No justice or peace but bravery beyond belief
Land Without God RTÉ One, Thursday
The Unbelievable Story Of Carl Beech BBC2, Monday
Concert4Cancer Virgin Media One, Friday
Dáithí’s Decade Of The Roses RTÉ One, Monday
The Republican National Convention CNN, Monday to Thursday
Mannix Flynn was six when he first appeared in the children’s court. At 10, he was sent to Letterfrack industrial school, accompanied on the train from Dublin to Galway by a garda and handed over to a Christian Brother. On the way, the brother pulled the car into a forest and orally raped the boy. It was a brutal introduction to a new life, if you could call it that, because Letterfrack was a notorious prison for children.
Mannix, now a playwright, author and Dublin city councillor, came from a large family and many of them, boys and girls alike, spent time in institutions as children and as adults. He told their story in
Land Without God, a quietly devastating documentary aired by RTÉ on Thursday night. There was poetry in the telling of it, but pretty brutal prose in the detail. One of Mannix’s nephews concluded that his own family, between them, had served over 100 years in industrial schools or in prison; another brother listed off the prisons he had been locked up in over the course of his life.
At no stage did it seem to occur to anyone in authority that the Flynns were a family that needed intervention and help. None of their sentences seemed to be designed to help them break the cycle, but instead only to punish them. The Jesuits like to say that if you give them the boy, they’ll give you the man, yet the Christian Brothers in the industrial schools took a different view: give us the boy and we will abuse him, brutalise him, and leave him scarred for life.
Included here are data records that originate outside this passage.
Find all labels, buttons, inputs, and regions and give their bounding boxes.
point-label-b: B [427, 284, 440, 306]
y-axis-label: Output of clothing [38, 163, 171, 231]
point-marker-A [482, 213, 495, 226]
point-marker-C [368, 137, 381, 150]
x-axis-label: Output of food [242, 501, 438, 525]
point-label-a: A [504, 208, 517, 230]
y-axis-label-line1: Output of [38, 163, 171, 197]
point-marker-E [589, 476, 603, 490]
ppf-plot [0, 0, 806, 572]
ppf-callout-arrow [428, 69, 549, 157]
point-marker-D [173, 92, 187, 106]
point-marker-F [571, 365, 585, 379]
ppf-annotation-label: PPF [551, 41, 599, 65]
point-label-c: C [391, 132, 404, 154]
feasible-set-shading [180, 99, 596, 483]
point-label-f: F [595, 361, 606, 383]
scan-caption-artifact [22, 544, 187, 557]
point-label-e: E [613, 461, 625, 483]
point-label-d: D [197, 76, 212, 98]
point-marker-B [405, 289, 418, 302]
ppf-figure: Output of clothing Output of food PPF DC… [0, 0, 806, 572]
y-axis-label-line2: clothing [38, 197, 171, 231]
It is sometimes hard to be shocked anymore by details of these crimes, but Mannix Flynn managed it by delivering it all with quiet calm rather than the fury I vicariously felt. The fact that testimony of survivors to the Ryan report is now locked away for 75 years is a national scandal and the ultimate irony – the abusers have better protection than the abused.
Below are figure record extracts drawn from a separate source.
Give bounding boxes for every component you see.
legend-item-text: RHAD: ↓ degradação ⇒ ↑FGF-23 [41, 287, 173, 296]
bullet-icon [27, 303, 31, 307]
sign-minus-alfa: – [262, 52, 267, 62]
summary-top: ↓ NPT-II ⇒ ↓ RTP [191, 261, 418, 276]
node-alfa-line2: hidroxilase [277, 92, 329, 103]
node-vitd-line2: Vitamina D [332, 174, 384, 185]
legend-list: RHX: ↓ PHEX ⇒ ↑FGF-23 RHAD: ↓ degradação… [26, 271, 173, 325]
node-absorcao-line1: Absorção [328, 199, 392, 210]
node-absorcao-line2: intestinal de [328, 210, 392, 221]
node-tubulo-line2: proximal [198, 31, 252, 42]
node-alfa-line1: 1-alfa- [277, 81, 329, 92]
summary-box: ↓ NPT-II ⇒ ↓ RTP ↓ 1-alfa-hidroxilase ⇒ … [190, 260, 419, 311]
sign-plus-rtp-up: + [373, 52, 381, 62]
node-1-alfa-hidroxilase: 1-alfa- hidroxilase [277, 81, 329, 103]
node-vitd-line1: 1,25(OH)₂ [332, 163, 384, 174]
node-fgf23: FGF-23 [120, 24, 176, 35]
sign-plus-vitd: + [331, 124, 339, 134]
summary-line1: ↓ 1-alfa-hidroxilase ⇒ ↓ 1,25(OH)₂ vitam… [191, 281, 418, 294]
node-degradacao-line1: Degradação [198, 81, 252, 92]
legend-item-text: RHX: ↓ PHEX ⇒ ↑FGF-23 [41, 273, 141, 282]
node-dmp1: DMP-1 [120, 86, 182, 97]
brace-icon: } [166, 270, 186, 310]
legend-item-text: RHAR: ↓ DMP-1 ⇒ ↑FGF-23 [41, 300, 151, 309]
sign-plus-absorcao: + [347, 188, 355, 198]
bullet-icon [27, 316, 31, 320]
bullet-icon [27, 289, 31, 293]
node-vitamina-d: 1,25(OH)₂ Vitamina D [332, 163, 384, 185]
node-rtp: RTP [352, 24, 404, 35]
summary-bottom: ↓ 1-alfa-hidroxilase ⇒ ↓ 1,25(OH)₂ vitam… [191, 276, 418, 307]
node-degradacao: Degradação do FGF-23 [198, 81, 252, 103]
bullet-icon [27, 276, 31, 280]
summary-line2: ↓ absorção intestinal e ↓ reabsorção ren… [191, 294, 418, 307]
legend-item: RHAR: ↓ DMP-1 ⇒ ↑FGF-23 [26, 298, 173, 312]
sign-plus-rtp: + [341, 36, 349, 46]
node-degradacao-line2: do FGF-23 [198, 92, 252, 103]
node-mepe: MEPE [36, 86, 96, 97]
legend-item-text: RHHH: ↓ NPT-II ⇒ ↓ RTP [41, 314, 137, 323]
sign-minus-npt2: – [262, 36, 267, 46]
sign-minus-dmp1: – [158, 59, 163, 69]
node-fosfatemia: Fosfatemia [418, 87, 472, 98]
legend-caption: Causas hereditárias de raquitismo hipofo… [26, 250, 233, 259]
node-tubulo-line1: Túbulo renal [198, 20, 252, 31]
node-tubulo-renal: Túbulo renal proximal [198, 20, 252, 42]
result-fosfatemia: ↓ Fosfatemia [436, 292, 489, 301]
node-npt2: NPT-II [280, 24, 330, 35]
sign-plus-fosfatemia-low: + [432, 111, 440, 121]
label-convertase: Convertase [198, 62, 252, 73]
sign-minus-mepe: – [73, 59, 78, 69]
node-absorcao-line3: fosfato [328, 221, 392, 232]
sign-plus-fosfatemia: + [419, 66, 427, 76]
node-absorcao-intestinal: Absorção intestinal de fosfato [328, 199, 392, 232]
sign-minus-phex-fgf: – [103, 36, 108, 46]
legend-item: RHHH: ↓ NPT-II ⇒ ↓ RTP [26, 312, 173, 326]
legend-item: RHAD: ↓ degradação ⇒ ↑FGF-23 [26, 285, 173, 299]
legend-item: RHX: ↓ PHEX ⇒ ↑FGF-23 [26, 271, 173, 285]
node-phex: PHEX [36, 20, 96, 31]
The flipside of this, sadly, was shown in The Unbelievable Story Of Carl Beech on BBC2. Beech was the fantasist known as ‘Nick’ who somehow convinced British police that he had, as a boy, been abused by a paedophile ring that included former British prime minister Edward Heath, former minister Leon Brittan, and other senior political and military figures. Their investigation was shambolic. Beech said he was regularly taken from school even though records showed full attendance. He claimed his abusers physically harmed him in a way that surely would have left scars, but he had none.
They never interviewed his exwife, who could have told them in an instant that the only claim she partially believed was that he might have been abused by his stepfather, though Beech’s own family flatly rebutted the claim.
This all emerged after the Jimmy Savile scandal, and Beech basically was a grifter who thought he would get compensation for his outrageous claims. Only when the police finally realised what they were dealing with did they investigate Beech himself, and found sickening images of the rape and abuse of children on his laptop, a crime for which he is now serving 18 years. The really sad part of the story, though, is that Beech’s lies will have made police forces wary of others who come forward with genuine tales of abuse, a grave disservice to all who seek justice for historical crimes.
I didn’t expect a lot of the Concert4Cancer in aid of the Marie Keating Foundation, but it turned out to be a triumph for Virgin Media One and, hopefully, for the cancer charity too. My late mother was a 31-year cancer survivor and died of something unrelated, so I know how important it is to get early diagnosis and care. Like all charities, the foundation was unable to hold its traditional fundraisers this year, and hopefully the concert made up for it. With terrific performances from The Coronas, Kodaline, Nathan Carter, Johnny McEvoy (oh, how that brought me back to day trips in the car as we all sang Mursheen Durkin when we were kids!), and personal messages from the likes of Kylie Minogue, who survived breast cancer herself, it was hugely uplifting. The highlights for me were Gary Barlow singing Back For Good, well up there with the best pop songs of the Nineties, and a spectacular performance of Riverdance outside Slane Castle at sunset. Unusually for a fundraiser, it proved also to be quite brilliant entertainment.
So too was Dáithí’s Decade Of The Roses, a look back at his tenure in the Tralee Dome over the course of the last 10 years. We revisited that excruciating live marriage proposal, and saw footage of the subsequent wedding; learned that two of the women who appeared in the contest have sadly died in the meantime; and, naturally, were treated to another viewing of Dublin Rose Siobhéal Nic Eochaidh’s now legendary hiphop dance, in which she looked like she plugged herself into the national grid and used every last volt of energy.
If that was fun, the darkest viewing of the week came in the Republican National Convention. I stayed up until almost 5am two nights this week to watch it, and I really wish I hadn’t. Deprived of the chance to run on the promise of a booming economy, Donald Trump has doubled down on division, portraying peaceful protesters as anarchists, and smearing Joe Biden as the radical left. Biden has said there will be no tax increases for anyone earning up to $400,000. Radical left? He’s further to the right than Fine Gael, for heaven’s sake.